North Korea’s state-run Lazarus Group is running a new campaign dubbed “Mach-O Man” that turns routine business communications into a direct route to credential theft and data loss, security experts warned Wednesday.
Natalie Newson, senior blockchain security researcher at CertiK, told CoinDesk on Wednesday that the group has committed an estimated $6.7 billion in cumulative heists since 2017, targeting fintech, cryptocurrency and other high-value executives and companies.
In the past two weeks alone, North Korean hackers have stolen over $500 million via the Drift and KelpDAO vulnerabilities, in what appears to be an ongoing campaign. The crypto industry needs to start looking at Lazarus the way banks look at nation-state cyber actors: “as a persistent and well-funded threat, not just another news headline,” she said.
“What’s especially dangerous about Lazarus right now is their level of activity,” Newsom said. “KelpDAO, Drift, and now the new macOS malware toolkit, all emerged within the same month. This was not a random hack; this was a state-directed financial operation that operated at a scale and speed that is unique to institutions.”
North Korea has turned cryptocurrency theft into a lucrative national industry, and Mach-O Man is just the latest product in that process, she said. Although Lazarus created it, it is also used by other cybercriminal groups.

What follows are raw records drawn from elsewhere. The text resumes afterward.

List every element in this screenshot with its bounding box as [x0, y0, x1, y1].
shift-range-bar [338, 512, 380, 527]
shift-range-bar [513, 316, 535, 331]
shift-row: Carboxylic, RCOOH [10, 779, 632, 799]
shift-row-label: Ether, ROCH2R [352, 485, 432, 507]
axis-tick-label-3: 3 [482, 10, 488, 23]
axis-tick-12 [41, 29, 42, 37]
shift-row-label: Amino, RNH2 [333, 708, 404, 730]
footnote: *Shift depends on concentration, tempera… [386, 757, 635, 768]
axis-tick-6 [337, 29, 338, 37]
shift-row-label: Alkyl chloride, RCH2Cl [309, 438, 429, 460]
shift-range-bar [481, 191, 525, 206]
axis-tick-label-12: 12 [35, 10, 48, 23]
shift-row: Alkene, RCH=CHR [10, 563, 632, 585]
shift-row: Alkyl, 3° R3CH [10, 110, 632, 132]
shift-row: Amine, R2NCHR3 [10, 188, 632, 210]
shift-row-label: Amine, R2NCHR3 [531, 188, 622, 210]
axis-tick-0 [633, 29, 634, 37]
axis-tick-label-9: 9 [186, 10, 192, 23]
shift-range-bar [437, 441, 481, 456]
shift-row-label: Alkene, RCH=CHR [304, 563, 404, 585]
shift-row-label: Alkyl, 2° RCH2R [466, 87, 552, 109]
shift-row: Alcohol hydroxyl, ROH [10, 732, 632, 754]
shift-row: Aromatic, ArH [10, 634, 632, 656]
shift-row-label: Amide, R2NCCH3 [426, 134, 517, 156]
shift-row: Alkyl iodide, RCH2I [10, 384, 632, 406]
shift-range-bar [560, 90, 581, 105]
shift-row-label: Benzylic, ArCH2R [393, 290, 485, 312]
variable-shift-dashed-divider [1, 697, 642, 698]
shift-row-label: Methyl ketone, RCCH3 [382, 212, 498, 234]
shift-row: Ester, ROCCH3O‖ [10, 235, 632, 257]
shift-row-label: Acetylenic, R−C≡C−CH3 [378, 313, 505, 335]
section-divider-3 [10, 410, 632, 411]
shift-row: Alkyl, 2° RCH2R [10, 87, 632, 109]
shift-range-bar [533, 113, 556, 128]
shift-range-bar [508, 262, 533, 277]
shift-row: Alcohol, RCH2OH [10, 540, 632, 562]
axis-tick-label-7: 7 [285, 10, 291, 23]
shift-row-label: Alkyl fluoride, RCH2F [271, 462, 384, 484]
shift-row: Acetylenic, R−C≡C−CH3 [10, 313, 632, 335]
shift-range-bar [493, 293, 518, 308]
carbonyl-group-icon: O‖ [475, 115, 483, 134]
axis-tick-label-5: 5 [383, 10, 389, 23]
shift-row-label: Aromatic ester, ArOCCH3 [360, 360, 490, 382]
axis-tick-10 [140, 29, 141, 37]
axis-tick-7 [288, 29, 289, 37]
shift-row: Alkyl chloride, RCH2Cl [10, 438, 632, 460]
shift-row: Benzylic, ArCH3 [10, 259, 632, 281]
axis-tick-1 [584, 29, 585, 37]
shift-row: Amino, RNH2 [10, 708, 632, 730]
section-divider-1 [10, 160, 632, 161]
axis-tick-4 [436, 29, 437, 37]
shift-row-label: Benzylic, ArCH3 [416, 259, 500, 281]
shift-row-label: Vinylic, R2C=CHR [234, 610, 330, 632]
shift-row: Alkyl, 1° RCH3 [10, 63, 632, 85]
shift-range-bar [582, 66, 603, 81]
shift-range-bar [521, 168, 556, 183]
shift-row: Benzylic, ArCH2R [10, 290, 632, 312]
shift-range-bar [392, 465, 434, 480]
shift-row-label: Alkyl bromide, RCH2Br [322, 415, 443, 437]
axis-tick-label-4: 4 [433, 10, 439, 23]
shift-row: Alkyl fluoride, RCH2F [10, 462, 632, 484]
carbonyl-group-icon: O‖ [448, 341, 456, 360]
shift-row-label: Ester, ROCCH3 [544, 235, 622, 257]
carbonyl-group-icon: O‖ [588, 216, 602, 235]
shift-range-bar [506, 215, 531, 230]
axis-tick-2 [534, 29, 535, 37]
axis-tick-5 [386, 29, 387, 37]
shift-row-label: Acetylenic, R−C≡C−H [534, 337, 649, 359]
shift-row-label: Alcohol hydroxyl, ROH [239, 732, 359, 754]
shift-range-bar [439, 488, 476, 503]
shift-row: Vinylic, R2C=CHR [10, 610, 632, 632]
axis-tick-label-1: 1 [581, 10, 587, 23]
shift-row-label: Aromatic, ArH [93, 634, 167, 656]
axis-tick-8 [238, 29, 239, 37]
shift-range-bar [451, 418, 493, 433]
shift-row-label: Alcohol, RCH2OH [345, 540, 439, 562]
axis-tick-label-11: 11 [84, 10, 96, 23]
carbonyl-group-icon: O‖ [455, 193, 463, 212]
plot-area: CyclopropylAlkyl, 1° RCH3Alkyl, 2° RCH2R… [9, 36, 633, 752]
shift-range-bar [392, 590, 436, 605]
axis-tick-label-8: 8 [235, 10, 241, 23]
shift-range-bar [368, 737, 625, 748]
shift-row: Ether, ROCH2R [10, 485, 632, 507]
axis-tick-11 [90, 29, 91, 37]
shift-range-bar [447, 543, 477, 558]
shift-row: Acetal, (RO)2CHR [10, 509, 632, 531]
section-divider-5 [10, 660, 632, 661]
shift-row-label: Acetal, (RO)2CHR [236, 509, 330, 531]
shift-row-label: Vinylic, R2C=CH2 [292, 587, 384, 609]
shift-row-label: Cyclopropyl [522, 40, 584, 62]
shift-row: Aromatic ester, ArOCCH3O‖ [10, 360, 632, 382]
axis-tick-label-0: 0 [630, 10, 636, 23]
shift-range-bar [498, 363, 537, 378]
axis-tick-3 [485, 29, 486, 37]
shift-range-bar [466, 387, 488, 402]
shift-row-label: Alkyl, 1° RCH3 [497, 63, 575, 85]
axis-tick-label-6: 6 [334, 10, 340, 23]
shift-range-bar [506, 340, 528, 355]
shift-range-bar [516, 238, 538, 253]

“This is a modular macOS malware toolkit created by the notorious Chollima division of the Lazarus Group. It uses native Mach-O binaries tailored for the Apple environment where crypto and fintech run,” she said.
Newson said Mach-O Man uses a delivery method called ClickFix. “It’s important to clarify this because a lot of reports confuse two different things,” she noted. ClickFix is a social engineering technique that requires victims to paste commands into their terminal to fix simulated connection issues.
Mauro Eldritch, a security expert and founder of threat intelligence firm BCA Ltd., said Lazarus works by sending “urgent” meeting invitations to executives via Telegram, inviting them to Zoom, Microsoft Teams or Google Meet calls.
The link leads to a fake but convincing website that instructs them to copy and paste a simple command into a Mac Terminal to “fix connection issues.” By doing so, victims gain immediate access to company systems, SaaS platforms, and financial resources. By the time they discover they have been exploited, it is often too late.
Security threat researcher Vladimir S. said on X that there are many variations of this attack. In some cases, Lazarus attackers used the new malware to hijack the domains of decentralized finance (DeFI) projects by replacing their websites with fake messages from Cloudflare asking them to enter commands to grant access.
“These fake ‘verification steps’ lead victims to run harmful commands via keyboard shortcuts,” said Certik’s Newson. “The page looks authentic, the instructions look normal, and the victim initiates the action themselves — which is why traditional security controls often miss it.”
Most victims of this hack will not realize their security has been breached until the damage is done, at which point the malware has deleted itself.
“They probably don’t know it yet,” she said. “If they do, they may not be able to identify which variant affects them.”